STUDENT OF HISTORY Birgit Werner recently wrote in with an amazing historical tidbit:

I happened to be reading the book “Milestones: A History of Mountain View, California” by Mary Jo Ignoffo and came across this passage which seems particularly apropos. It’s a quote from the diary of Alfred Doten from about 1860 (the gentleman was a farm foreman on land currently occupied by Moffett Field).

“The squirrels are the grand pest of this valley. They are almost as bad as the locusts of Egypt, or the grasshoppers of Utah, in their devastation on the vegetable and grain crop.”

He also calls the squirrels “more plentiful than the rats in San Francisco.”

It’s nice to see that some things, at least, haven’t changed in 150 years!

Too true, Birgit — when will San Francisco take care of its rat problem?

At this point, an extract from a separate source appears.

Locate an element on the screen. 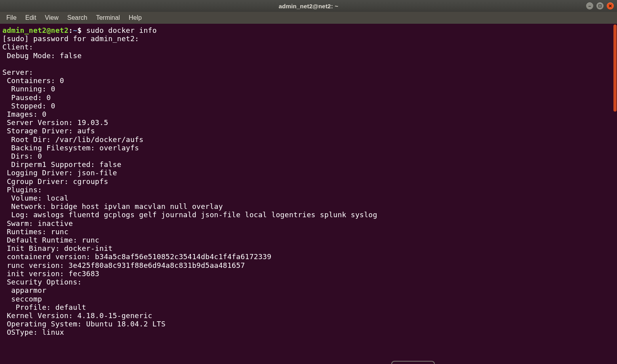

MEANWHILE, former health writer and soon-to-be globetrotter Diana Reynolds Roome wrote in to tell of an outstanding local physician getting his due at CSMA:

“R. Hewlett Lee, MD, was celebrated for his lifelong work as a world-class surgeon and compassionate physician at a gala event organized by the Peninsula Stroke Association, which Lee helped found in 1999. The PSA recognized Lee’s multiple talents, his humor, and his human touch, as well as his achievement in pioneering lumpectomy, a surgical technique that helps preserve the breast for women with breast cancer.”

The celebration, Diana said, took place Oct. 21 and featured several musical acts, including pianist Iris Doolittle, who “played a number of piano solos written or adapted for the left hand, which she uses exclusively and expressively since a stroke paralyzed her right arm at age 28.”